Thursday, July 22, 2021

Still no place to call home

 


Queens Post 

 On a sunny day in early April, minutes before flames ignited across a 133-unit apartment building on 89th street in Jackson Heights, Andrew Sokolof Diaz returned home from a doctor’s appointment for his two-month-old son.

He opened the windows to get some fresh air, before leaving to take their dog out for a family stroll.

“So I remember opening the windows and feeling a little nostalgic, like aw, this is our little home. I actually remember that feeling,” said Sokolof Diaz, 33, a leader of the building’s tenant association. “And that’s it.
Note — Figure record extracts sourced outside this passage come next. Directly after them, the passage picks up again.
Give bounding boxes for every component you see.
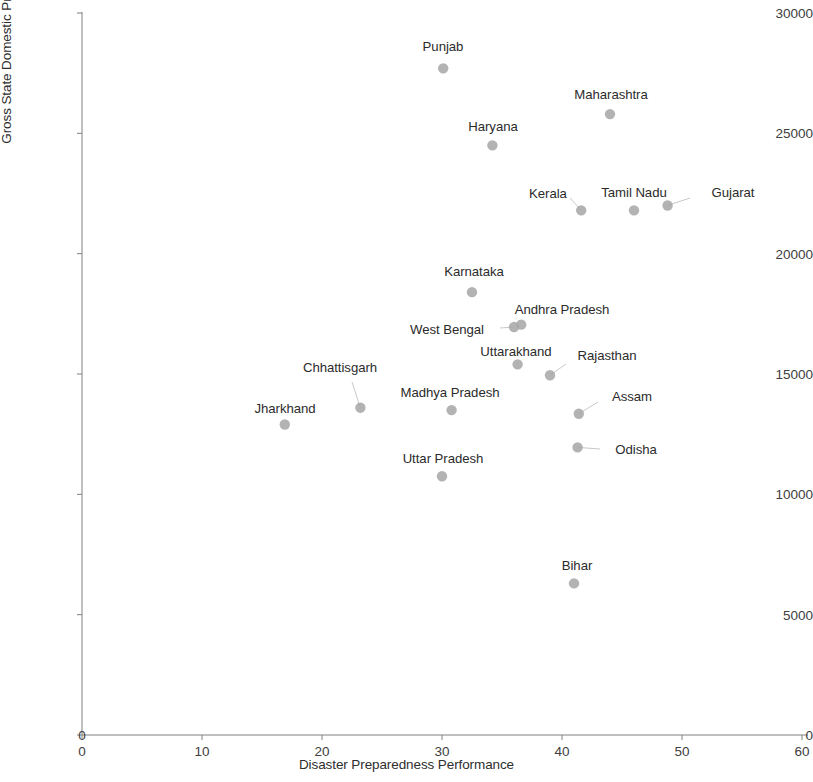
- x-tick-label: 0: [78, 744, 86, 759]
- data-point-label: Uttar Pradesh: [403, 451, 484, 466]
- y-tick-label: 25000: [739, 126, 813, 141]
- x-tick-label: 30: [434, 744, 449, 759]
- x-tick-label: 50: [674, 744, 689, 759]
- y-tick-label: 20000: [739, 246, 813, 261]
- data-point-marker[interactable]: [438, 63, 448, 73]
- data-point-marker[interactable]: [487, 140, 497, 150]
- data-point-marker[interactable]: [509, 322, 519, 332]
- data-point-label: Haryana: [468, 119, 518, 134]
- data-point-marker[interactable]: [280, 419, 290, 429]
- data-point-label: Maharashtra: [574, 87, 647, 102]
- origin-tick-label: 0: [78, 728, 86, 743]
- x-tick-label: 10: [194, 744, 209, 759]
- data-point-label: West Bengal: [410, 322, 484, 337]
- data-point-marker[interactable]: [629, 205, 639, 215]
- y-tick-label: 0: [739, 728, 813, 743]
- data-point-marker[interactable]: [605, 109, 615, 119]
- data-point-label: Tamil Nadu: [601, 185, 666, 200]
- data-point-label: Andhra Pradesh: [515, 302, 610, 317]
- y-tick-label: 15000: [739, 367, 813, 382]
- data-point-marker[interactable]: [569, 578, 579, 588]
- x-tick-label: 20: [314, 744, 329, 759]
- x-tick-label: 60: [794, 744, 809, 759]
- data-point-label: Jharkhand: [254, 401, 315, 416]
- data-point-label: Chhattisgarh: [303, 360, 377, 375]
- x-axis-title: Disaster Preparedness Performance: [0, 757, 813, 772]
- data-point-marker[interactable]: [355, 402, 365, 412]
- data-point-marker[interactable]: [662, 200, 672, 210]
- data-point-marker[interactable]: [446, 405, 456, 415]
- data-point-label: Karnataka: [444, 264, 504, 279]
- y-tick-label: 30000: [739, 6, 813, 21]
- scatter-chart: Gross State Domestic Productper Capita -…: [0, 0, 813, 782]
- x-tick-label: 40: [554, 744, 569, 759]
- data-point-label: Punjab: [423, 39, 464, 54]
- data-point-label: Rajasthan: [578, 348, 637, 363]
- data-point-marker[interactable]: [545, 370, 555, 380]
- data-point-marker[interactable]: [576, 205, 586, 215]
- data-point-label: Bihar: [562, 558, 593, 573]
- y-tick-label: 10000: [739, 487, 813, 502]
- data-point-marker[interactable]: [437, 471, 447, 481]
- data-point-marker[interactable]: [512, 359, 522, 369]
- data-point-label: Assam: [612, 389, 652, 404]
- data-point-label: Uttarakhand: [480, 344, 551, 359]
- data-point-label: Odisha: [615, 442, 656, 457]
- data-point-marker[interactable]: [574, 409, 584, 419]
- y-axis-title: Gross State Domestic Productper Capita -…: [0, 0, 21, 22]
- data-point-label: Kerala: [529, 186, 567, 201]
- data-point-label: Gujarat: [712, 185, 755, 200]
- data-point-marker[interactable]: [467, 287, 477, 297]
- y-axis-title-text: Gross State Domestic Productper Capita -…: [0, 0, 14, 377]
- data-point-marker[interactable]: [572, 442, 582, 452]
- y-tick-label: 5000: [739, 607, 813, 622]
- data-point-label: Madhya Pradesh: [401, 385, 500, 400]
The worst possible thing that could have happened, happened.”

Around 1 p.m., the electrical fire, which fire marshals said was sparked by an overloaded power strip, began burning on the top floor of one wing of the six-story, two-address building and spread rapidly, fanned by an apartment door left ajar.

Tenants scrambled outside, some exiting through the main entrance and others climbing down fire escapes, and watched the destruction from the sidewalk. Billowing plumes of smoke clouded the sky for blocks.

It took 12 hours for hundreds of firefighters to quell the eight-alarm blaze, which injured 21 people. Ultimately, the sprawling building’s more than 140 households — about 500 New Yorkers — were displaced from their homes.

 A season later, more than 100 residents of the rent-stabilized, block-long apartment building are without a permanent home. By the tenant association’s count, some 60 families remain in city-sponsored hotel rooms across Queens and Brooklyn, following Red Cross emergency relocation.

They were told they could stay for a month — two months ago.

After losing their homes and in many cases all their possessions, those former tenants are now confronting difficult choices on offer via the city’s affordable housing program. Some are being offered pricey new rentals in the neighborhood and others, apartments on the far side of the borough.

Meantime, displaced families told THE CITY, the Department of Housing Preservation and Development has attempted to relocate them from the hotel rooms to homeless shelters — first on Father’s Day and then again this month.

For families, that would mean leaving Queens entirely, since HPD doesn’t operate any emergency shelters for displaced people in the borough.

“We are just waiting to see what HPD and other organizations are going to do. I really do not want to go to a shelter,” said 16-year-old Kimberly Sinchi, who’s living in a hotel room in Downtown Brooklyn with her parents and her dog.

 

1 comment:

Anonymous said...

In the meantime over a million people crossed our borders in the last six months.